Once when I was working hard trying to enter the "art world" and prove my "worthiness" as an artist (make a living doing art), someone entered my art in a press club contest without me knowing it and I won big time. I was ecstatic. This was it - now I would get hired on in the art department instead of just freelancing and I would finally be a "real" artist.
I walked across the newsroom to the art department I wasn't really a part of just in time to hear one of the "real" artists say, "If she can win with those, what's the point of even bothering to enter?"
To be fair, I also heard a lot of cheering me on as I made that walk across the newsroom but those words coming out of the art department were louder. Why? Because I believed them. They were spoken by an artist I admired greatly. One I aspired to "be like." Someone who I thought "liked" me, "liked" my art.
That night was one of the most defining moments of my life. Something vital to me as an artist was stirred up inside and couldn't be swallowed back down again. I remember having almost an out-of-body experience floating away from that condemnation and past the congratulations of others as I made my way back to the copydesk I didn't want to sit at anymore waiting to be an artist. It was the night I emotionally (if not yet physically) set out on a solo journey to discover what kind of art I would make in my lifetime, free from the expectations, approval or disapproval of others. It was the night I realized no one's opinion mattered, not even mine - about my art being "good" or "bad" or anywhere in-between enough to let me make a living at making it. There would always be people who liked it or disliked what I did. Even I would make art that I liked and art that I disliked and neither of those opinions mattered either. All that mattered was what I would discover next as an artist if I kept exploring the possibilities.
I stayed long enough at that newspaper to not get hired on in that art department at the next opening and then, fueled by some other life circumstances that helped make it necessary, I left.
Was it a straight walkaway? By no means so. I made my way to another newspaper down the road (this time as a "real paid artist") but sadly mostly making maps and more maps and cringing whenever I had to try and understand football (a sport I really detest) enough to make a good graphic about it that everyone "liked." I made my real personal art on the side. I was growing more confident using that voice, trusting what it had to say and not worrying about how it was received.
Gradually I was able to see where I could make art and be free and where it would cause me to worry about the expectations of others and I quit accepting most commission work and started painting and creating for the pure pleasure of it. Granted, I can do this now because I don't HAVE to make a living at it. I don't HAVE to have an income big enough to raise a family. I don't have to sell a painting in order to eat. I still enjoy the business of making art and selling it, particularly when it helps fund my other life passions, but I don't ever pick up a paintbrush thinking I am going to make a painting that will sell. Because, for every person who might like it, there's another (or more) who won''t and more who won't even be able to see it to like it or not. I quit listening outside the art department door for validation a long time ago.
I was reminded of all this today when I got a package in the mail. A friend who collects many things I never bothered to, sent me copies of my early freelance illustrations at that newspaper and I was reminded of a time when I struggled so to be accepted as an artist. I didn't know that acceptance had to come from inside. not outside of me.
Where is your inner artist and what does he or she have to say? Who do you let determine if what you create is "good" enough to qualify you to be an "artist?"
I suggest you start quieting the opinions of others so you can hear the part of you that is already an artist and just wants to be heard.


An exact copy of the lines from the one containing "Image is 612x283 pixels." through the last line below is required; include both of those lines and no others.
★ ★ ★
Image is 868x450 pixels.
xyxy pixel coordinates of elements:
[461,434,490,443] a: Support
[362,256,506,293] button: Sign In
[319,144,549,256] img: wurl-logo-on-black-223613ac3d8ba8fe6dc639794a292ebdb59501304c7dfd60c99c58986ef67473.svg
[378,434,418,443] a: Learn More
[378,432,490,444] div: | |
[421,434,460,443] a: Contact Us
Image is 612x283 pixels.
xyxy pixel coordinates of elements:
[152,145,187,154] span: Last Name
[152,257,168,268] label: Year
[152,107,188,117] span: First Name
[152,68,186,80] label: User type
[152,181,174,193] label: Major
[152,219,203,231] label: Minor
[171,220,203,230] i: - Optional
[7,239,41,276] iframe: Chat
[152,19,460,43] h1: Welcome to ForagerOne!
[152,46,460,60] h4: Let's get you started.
★ ★ ★
#### SOLUTION TO THE EXERCISE:
Image is 612x283 pixels.
xyxy pixel coordinates of elements:
[152,145,187,154] span: Last Name
[152,257,168,268] label: Year
[152,107,188,117] span: First Name
[152,68,186,80] label: User type
[152,181,174,193] label: Major
[152,219,203,231] label: Minor
[171,220,203,230] i: - Optional
[7,239,41,276] iframe: Chat
[152,19,460,43] h1: Welcome to ForagerOne!
[152,46,460,60] h4: Let's get you started.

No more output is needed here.